Sharing a House with the Never-Ending Man
Stories from Steve Alpert’s 15 years at Studio Ghibli.
A unique and often frustrating aspect of English-speaking anime fandom is the fact that, for all the reams of paper written about Japanese animation in English, it’s only a fraction of the amount of information available in Japanese. When fans try to learn about the behind-the-scenes production of their favorite series, it’s like trying to map out a house by looking through a keyhole. Of course, this is why so many famous creators and studios spawn pervasive (and often flat-out inaccurate) fandom myths. When an English speaker works at an anime studio and emerges to tell their story, we’re able to crack open the door just a little bit and dispel these myths once and for all. Sharing a House with the Never-Ending Man by Steve Alpert opens the door of anime’s most famous studio and a common subject of these myths: Studio Ghibli.
In an ironic twist, despite being written by an American, the book was originally published in Japanese before getting translated into this new English edition from Stone Bridge Press. The book is a wide-ranging account of Alpert’s 15 years as the head of international licensing at Studio Ghibli, where he worked alongside studio founders Hayao Miyazaki and Isao Takahata as well as executives like Ghibli President Toshio Suzuki and the head of Ghibli’s then-parent company Tokuma Shoten, Yasuyoshi Tokuma. Miyazaki is the name that sells books so he gets top billing as the titular “Never-Ending Man,” but the real stars here are Suzuki and Tokuma.
That’s right, this is a book about business meetings. Much of it takes place in meeting rooms or at fancy business dinners, with Alpert sandwiched between impatient American executives and the folks on the Japanese side: Suzuki, the shrewd negotiator, and Tokuma, the blustery power broker. Miyazaki makes occasional appearances in which Alpert does his best to sketch out his personality and process, but there’s a disappointing lack of the kinds of details on his creative process that most Ghibli fans will want from this kind of book. Instead, much of the book centers around Alpert‘s day-to-day observations on differences between American and Japanese social and business culture. Sometimes it can be pretty interesting stuff, but at other times it verges on minutiae.

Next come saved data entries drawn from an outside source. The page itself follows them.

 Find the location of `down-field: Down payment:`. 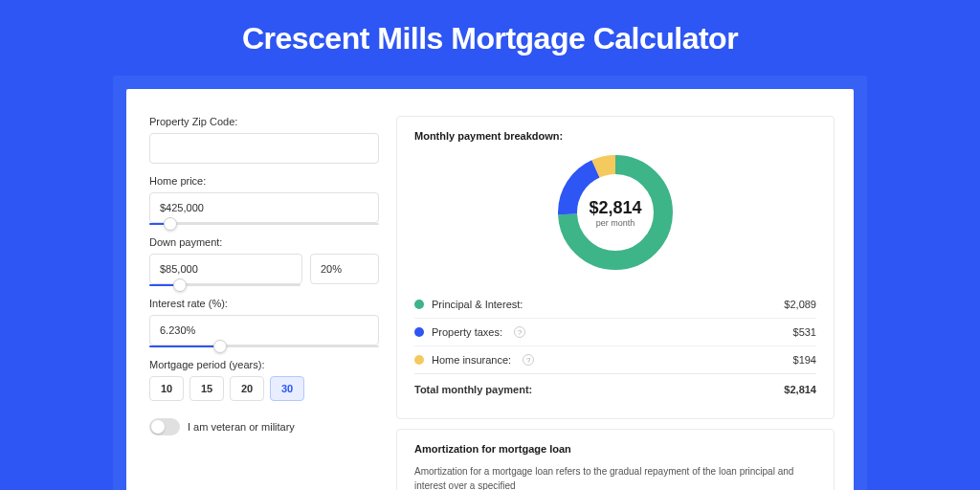

down-field: Down payment: is located at coordinates (264, 261).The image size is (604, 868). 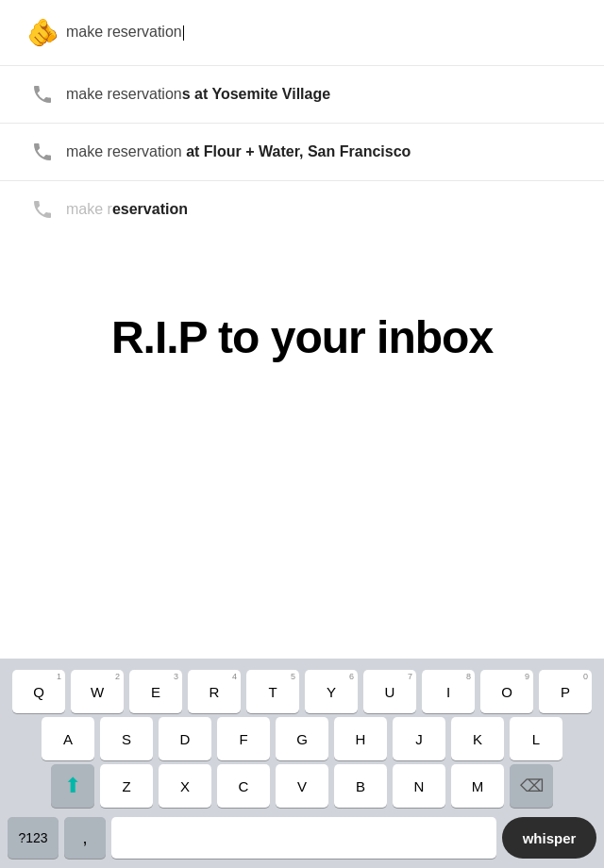 I want to click on key-h: H, so click(x=361, y=739).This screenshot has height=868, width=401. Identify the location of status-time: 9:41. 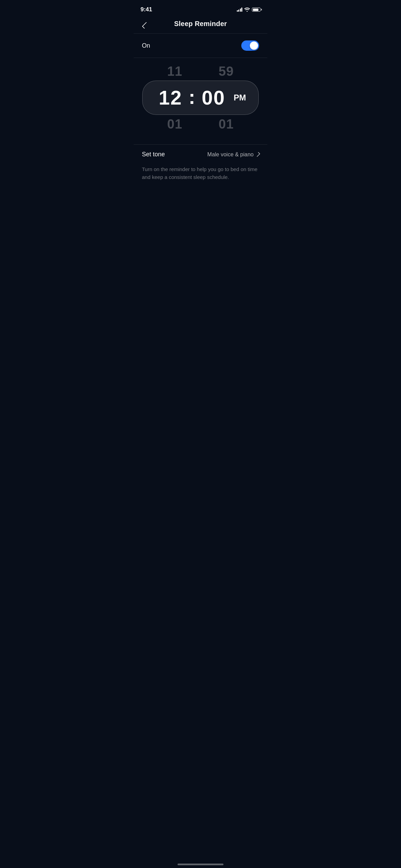
(146, 10).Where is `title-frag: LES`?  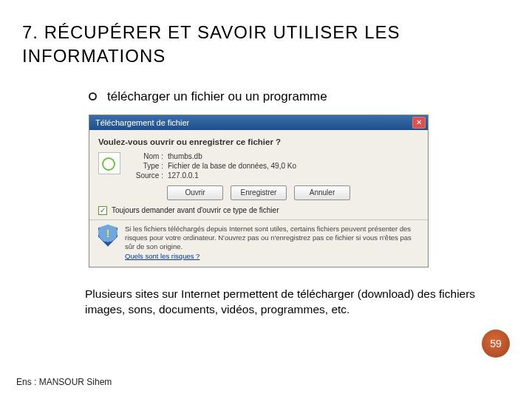
title-frag: LES is located at coordinates (380, 33).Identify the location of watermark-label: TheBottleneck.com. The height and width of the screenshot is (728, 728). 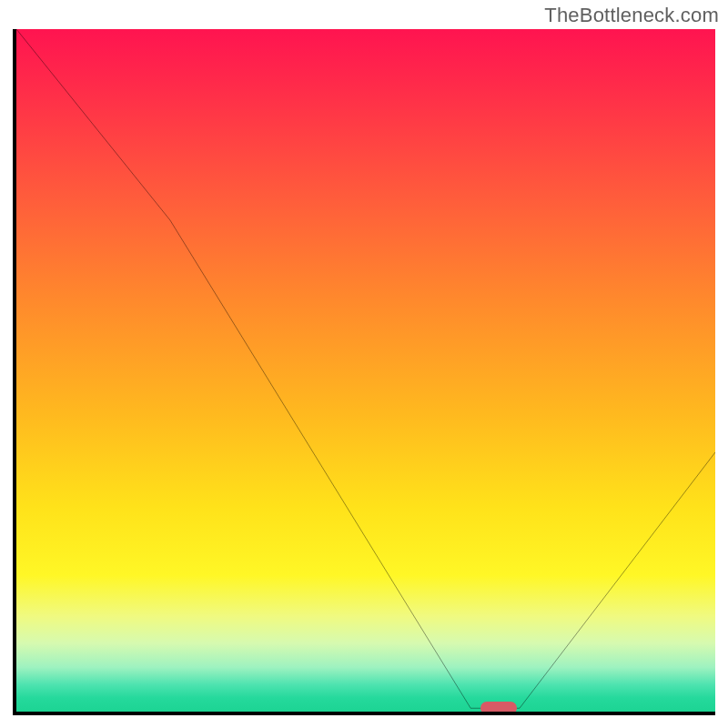
(632, 15). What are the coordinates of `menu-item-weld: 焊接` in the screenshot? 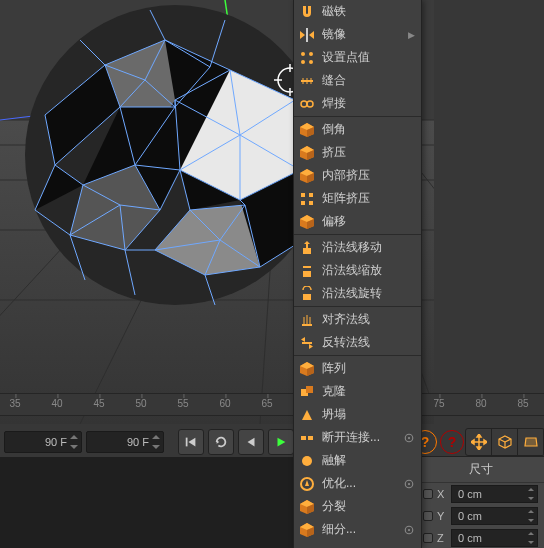 It's located at (358, 104). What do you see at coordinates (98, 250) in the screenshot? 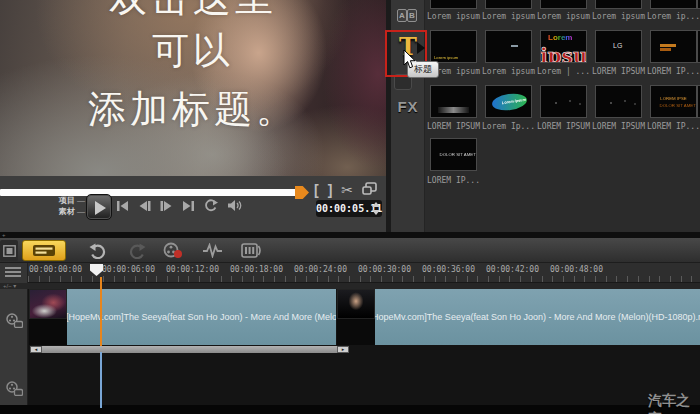
I see `undo-button` at bounding box center [98, 250].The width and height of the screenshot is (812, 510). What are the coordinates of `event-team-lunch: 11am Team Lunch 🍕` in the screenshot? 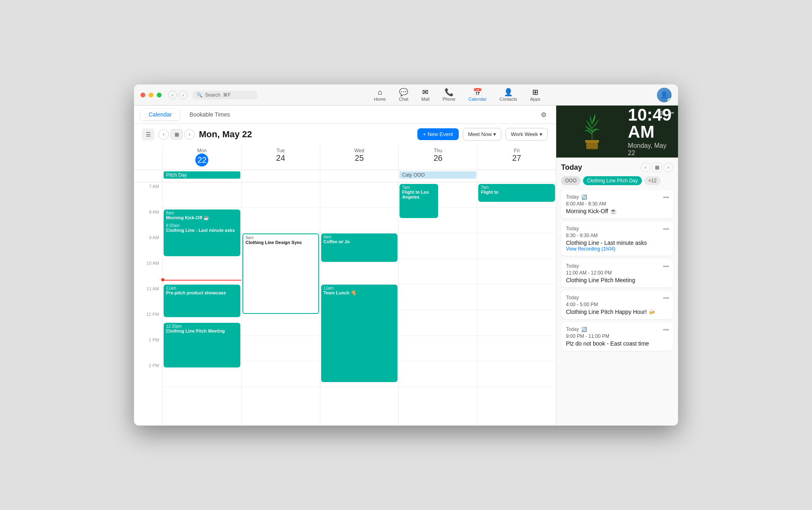 It's located at (360, 333).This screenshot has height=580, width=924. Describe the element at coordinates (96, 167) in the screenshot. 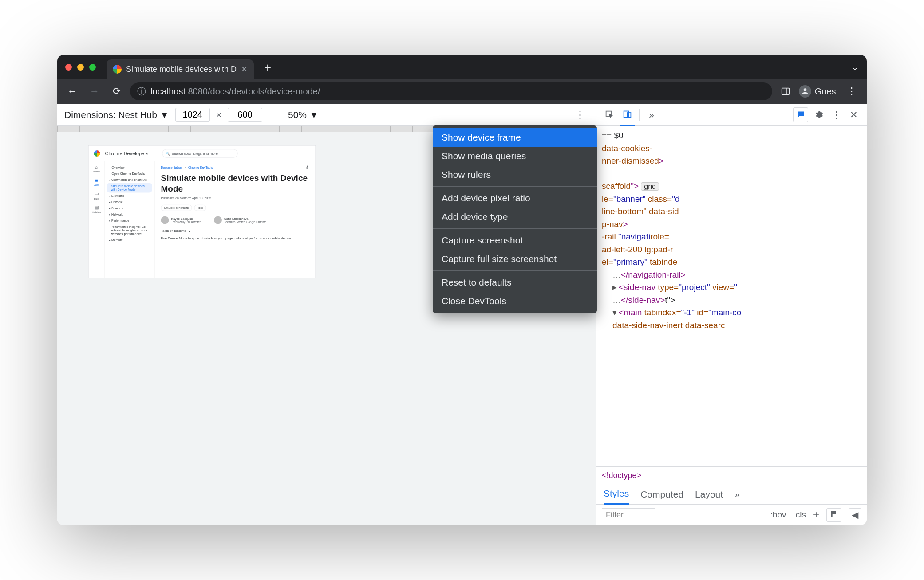

I see `home-icon: ⌂` at that location.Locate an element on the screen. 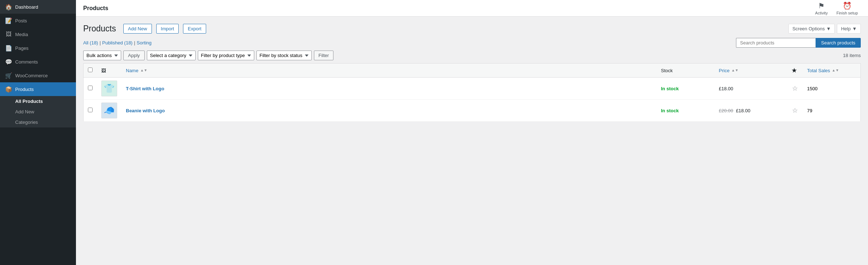 This screenshot has width=868, height=265. filter-all-link: All (18) is located at coordinates (90, 43).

Thankfully the book does shed some light on some popular legends about Studio Ghibli. Among other anecdotes, we get the full story of the famous samurai sword presented to Miramax executives with the message “NO CUTS.” Alpert lays out the behind-the-scenes discussions that led to Miyazaki skipping the Oscars for his Spirited Away win (Alpert gave the speech). A full chapter is dedicated to the turbulent production of Princess Mononoke’s English dub. Oddly, despite a one-line reference partway through the book and a relevant image on the cover, Alpert never recounts how he ended up as the voice actor for Kastrup in The Wind Rises (he made up for this with a 10-paragraph answer in his Anime News Network interview).
The prose is hardly the most exciting stuff (understandable considering the subject matter), but Alpert tries valiantly to add a bit of humor to spice things up. Unfortunately, it comes off as creepy in some cases; in one story, he repeatedly remarks on how distracted he was by a 16-year-old starlet sitting next to him at an awards ceremony.
Multiple neutral-to-positive references to John Lasseter from Pixar and Harvey Weinstein, who distributed Ghibli films through Miramax, don’t help matters. This book was written before #MeToo and its English edition was likely completed before Weinstein’s rape conviction, but while Alpert is not defending Weinstein, the two-sentence hand-wave of his “Me Too troubles” is odd. Surely Alpert could have added a more full-throated condemnation of Weinstein and some acknowledgment of Lasseter’s sexual misconduct to the English edition, considering Ghibli’s close ties to both men.
Sharing a House with the Never-Ending Man is an uneven and sometimes very dry book that seems caught between a few goals and target audiences: its original Japanese readers, its new English ones, international businesspeople, and anime fans. Is this a book I’d recommend to the average anime fan or even the average Ghibli fan? No. But I’m glad it’s available in English, if only because it offers us a new English-language primary source that opens the door into the Japanese anime industry a little more.